The concepts we cover, identity and access management, defense-in-depth, architectural security, incident response, apply equally to AWS, GCP, on-premise, or hybrid environments.
In fact, understanding security across different platforms makes you more valuable. The framework and thinking patterns transfer completely.
Totally!
Actually, around a third of my past students were in GRC, audit, or compliance roles and wanted to develop deeper technical understanding to be taken seriously in security discussions.
It's very likely that you understand policies and frameworks without deeply thinking about the actual attack scenarios and technical implementation, or how attackers bypass the controls you audit.
The mentorship is there to bridge that gap and allow you to move forward with both compliance knowledge AND technical security thinking. This combination is incredibly powerful and rare.
Additionally, this will likely help you command higher compensation and respect in technical discussions.
Because I've been successfully applying this formula with enterprise security for over 15 years.
Because I went from Web developer → SAP business analyst → IT auditor → security analyst to architecting security for global organizations serving 70 countries and creating a SaaS cybersecurity business with dozens of enterprise clients using this exact thinking process
Because I have more than enough real-world results, three global SAP deployments secured, six years protecting one of Europe's largest M365/Azure environments with zero breaches, to prove the approach works, and I share these principles in total transparency.
Because very little to no other mentorship online focuses on that other 50% of the security job, the architecture, influence, strategic thinking, and business enablement that actually gets you promoted.
Because this is not a fixed course you can find elsewhere. What I teach you is specifically adapted to YOUR environment, YOUR challenges, YOUR career goals. The OAuth case study you saw? That's just one example. Your assignments will be tailored to the gaps in your current thinking and the specific scenarios you'll face in the roles you're targeting.

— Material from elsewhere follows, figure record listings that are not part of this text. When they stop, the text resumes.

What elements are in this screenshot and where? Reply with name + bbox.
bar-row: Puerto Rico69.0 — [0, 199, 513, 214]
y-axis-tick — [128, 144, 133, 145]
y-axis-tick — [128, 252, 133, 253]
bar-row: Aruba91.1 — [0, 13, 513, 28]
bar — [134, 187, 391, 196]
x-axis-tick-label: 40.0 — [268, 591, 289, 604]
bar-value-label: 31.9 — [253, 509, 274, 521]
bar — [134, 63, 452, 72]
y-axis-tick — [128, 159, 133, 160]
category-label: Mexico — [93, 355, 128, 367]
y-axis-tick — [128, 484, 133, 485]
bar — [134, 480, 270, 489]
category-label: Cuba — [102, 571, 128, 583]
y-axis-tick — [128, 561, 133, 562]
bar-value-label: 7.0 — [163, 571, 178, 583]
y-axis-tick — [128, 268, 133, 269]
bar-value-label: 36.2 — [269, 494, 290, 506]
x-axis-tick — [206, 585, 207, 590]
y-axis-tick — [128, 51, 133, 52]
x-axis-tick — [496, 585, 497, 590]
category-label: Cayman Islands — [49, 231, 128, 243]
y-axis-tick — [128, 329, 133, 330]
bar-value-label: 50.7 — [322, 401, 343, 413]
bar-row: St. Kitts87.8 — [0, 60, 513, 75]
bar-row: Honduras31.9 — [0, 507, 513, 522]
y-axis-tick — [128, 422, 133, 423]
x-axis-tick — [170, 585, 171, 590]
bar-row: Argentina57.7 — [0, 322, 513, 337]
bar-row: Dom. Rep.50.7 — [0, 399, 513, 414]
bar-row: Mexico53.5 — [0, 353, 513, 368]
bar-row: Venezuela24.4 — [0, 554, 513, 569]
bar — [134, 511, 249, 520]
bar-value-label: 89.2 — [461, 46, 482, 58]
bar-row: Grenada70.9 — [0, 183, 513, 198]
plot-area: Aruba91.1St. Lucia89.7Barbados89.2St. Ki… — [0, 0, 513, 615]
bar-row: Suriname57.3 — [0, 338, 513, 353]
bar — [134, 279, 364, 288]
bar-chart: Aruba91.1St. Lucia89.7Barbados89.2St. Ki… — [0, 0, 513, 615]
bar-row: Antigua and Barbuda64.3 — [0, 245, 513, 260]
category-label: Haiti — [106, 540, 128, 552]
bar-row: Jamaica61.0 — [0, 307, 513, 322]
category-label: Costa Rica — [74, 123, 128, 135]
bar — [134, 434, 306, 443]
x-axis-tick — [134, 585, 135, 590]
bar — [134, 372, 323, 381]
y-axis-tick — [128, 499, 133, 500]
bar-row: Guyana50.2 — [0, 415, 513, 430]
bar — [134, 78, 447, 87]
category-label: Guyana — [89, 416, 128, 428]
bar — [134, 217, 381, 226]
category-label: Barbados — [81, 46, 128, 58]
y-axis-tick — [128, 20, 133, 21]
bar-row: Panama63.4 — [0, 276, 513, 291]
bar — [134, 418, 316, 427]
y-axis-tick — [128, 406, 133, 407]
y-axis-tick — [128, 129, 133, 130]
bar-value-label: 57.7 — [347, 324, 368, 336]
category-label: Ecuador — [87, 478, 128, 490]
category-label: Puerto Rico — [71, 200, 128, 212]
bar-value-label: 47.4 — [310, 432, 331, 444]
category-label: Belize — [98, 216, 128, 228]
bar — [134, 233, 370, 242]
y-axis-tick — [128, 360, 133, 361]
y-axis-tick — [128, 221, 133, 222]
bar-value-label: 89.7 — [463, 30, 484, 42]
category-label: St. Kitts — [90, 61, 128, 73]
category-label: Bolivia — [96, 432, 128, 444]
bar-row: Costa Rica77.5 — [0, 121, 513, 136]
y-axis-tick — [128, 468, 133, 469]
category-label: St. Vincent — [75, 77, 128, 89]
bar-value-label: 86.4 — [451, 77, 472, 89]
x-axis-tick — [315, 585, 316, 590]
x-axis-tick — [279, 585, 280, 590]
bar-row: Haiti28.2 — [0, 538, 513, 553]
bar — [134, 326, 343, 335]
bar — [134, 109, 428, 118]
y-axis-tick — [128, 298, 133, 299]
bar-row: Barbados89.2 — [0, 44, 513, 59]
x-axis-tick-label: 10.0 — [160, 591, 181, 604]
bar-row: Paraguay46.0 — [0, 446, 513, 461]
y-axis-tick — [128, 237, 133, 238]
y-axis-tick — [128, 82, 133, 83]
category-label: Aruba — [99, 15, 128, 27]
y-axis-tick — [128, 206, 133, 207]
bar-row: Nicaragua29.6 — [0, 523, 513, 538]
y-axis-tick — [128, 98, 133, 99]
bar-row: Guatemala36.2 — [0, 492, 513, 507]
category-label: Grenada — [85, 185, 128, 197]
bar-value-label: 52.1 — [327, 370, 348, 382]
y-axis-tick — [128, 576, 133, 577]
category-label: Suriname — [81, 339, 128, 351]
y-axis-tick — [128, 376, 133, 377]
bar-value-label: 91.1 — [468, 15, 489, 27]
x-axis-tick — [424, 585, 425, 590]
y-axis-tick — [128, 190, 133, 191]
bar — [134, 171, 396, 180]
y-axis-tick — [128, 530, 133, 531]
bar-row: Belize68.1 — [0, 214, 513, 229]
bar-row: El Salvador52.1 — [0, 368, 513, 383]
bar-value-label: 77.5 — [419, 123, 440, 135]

The goal is not to teach things you can learn from YouTube, Udemy, or certification boot camps.
The goal is to develop the judgment, architectural thinking, and strategic influence that takes most people 15+ years to figure out, and to do it in a way that directly applies to your day-to-day reality.
Still don't trust me? Have a look at what students actually say about the transformation in their thinking and careers.
Most training teaches you tools, techniques, and certifications. You can get that anywhere.
This mentorship teaches you how to think like someone who has architected security for 100+ enterprise applications across 70 countries.
- Most courses teach you what to do. This teaches you why, when, and how to influence others to do it.
- Most courses give you fixed labs. This gives you real scenarios adapted to your actual environment.
- Most courses prepare you for exams. This prepares you for the conversations that get you promoted.
I don't create courses that exist elsewhere on the market. If you can learn it from a certification or YouTube, I won't waste your time teaching it.
What I teach is the invisible knowledge, the architectural intuition, the attack path thinking, the political navigation, that separates someone stuck at analyst level from someone who becomes a trusted security authority.